Power  /  Book Review

Hanged on a Venerable Elm

The shadow of Samuel Adams, a crafty and government-wary revolutionary, lingers over the January 6 Capitol insurrection.
Book
Stacy Schiff
2022

Inevitably, American history in the second half of the 18th century has become a major theatre in the culture wars, and not only for the right. Lin-Manuel Miranda’s musical Hamilton, which attempts to update and defamiliarise the founders for a multicultural, multiracial America, derived from Ron Chernow’s 2004 biography of Alexander Hamilton. In recent decades many academic historians have turned away from the old civil religion, depicting instead the lives of women, the enslaved and the poor in the era of the American Revolution. Nevertheless, there remains a seemingly unquenchable demand for books on the founders. The results are, on the whole, nuanced and balanced, surprisingly so at times; in 2014, Lynne Cheney, wife of Dick Cheney, published a respectable biography of James Madison. Still, there’s a lurking suspicion that the public interest in the lives of dead white patriarchs is predominantly hagiographical.

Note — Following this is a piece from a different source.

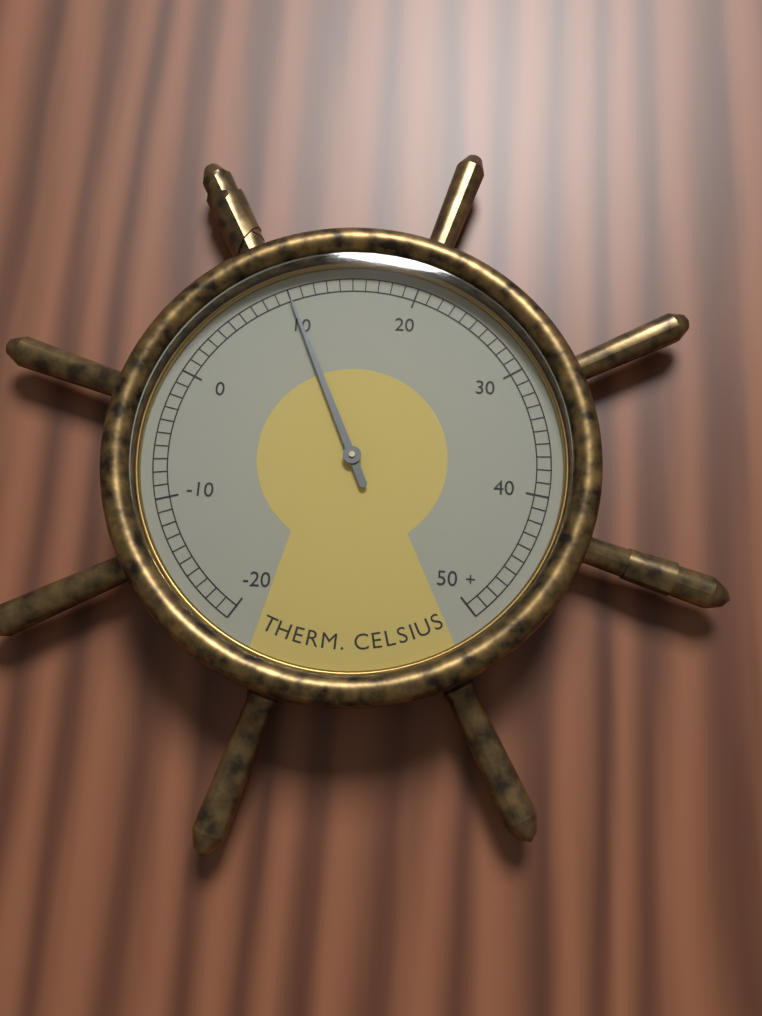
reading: 10 °C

Stacy Schiff’s life of the revolutionary patriot Samuel Adams is an unobtrusively subversive contribution to the genre. Schiff’s Adams is, if not quite a purveyor of fake news, a master craftsman in the arts of distortion and exaggeration, whose spin and sensation-mongering transformed loyal colonial Britons into revolutionary Americans over the course of little more than a decade. The origins of the American Revolution remain a conundrum. Why did the colonies that had supported Britain in its North American struggle against France between 1754 and 1763 turn so quickly against Britain’s relatively benign parliamentary government? Understandably enough, British attempts after 1763 to make the colonists contribute to the costs of imperial defence provoked protest. But the escalation from loud discontent about taxes to outright independence wasn’t predictable or straightforward. The most persuasive explanation, advanced by Bernard Bailyn in The Ideological Origins of the American Revolution (1967), is that the reading habits of the 18th-century colonists tilted heavily towards the fretful opposition Whiggery of the mother country. By contrast with mainstream Whiggish celebration of the Glorious Revolution of 1688, opposition Whigs – indebted to mid-17th-century commonwealth ideals, suspicious of government power in general, and nervous of conspiracies against liberty – stressed the frailty of English freedoms, not least from the poisons they identified in the body politic. Transatlantic distance aggravated such concerns. Eventually, colonials came to fear that England’s liberties were on the point of expiry, and British America’s might be next.

Schiff adds a twist to this story. The colonies’ instinctive British loyalties counterbalanced suspicion and mistrust; it took sustained, deliberate effort from Adams between the mid-1760s and mid-1770s to transform protest into outrage, then militancy, and finally a willingness to shed blood for an as yet unimagined American nation. Abetted by London’s misunderstandings of Boston, and Boston’s exaggerated misreadings of London’s intent, Adams’s persistent scheming, Schiff suggests, contrived America into existence.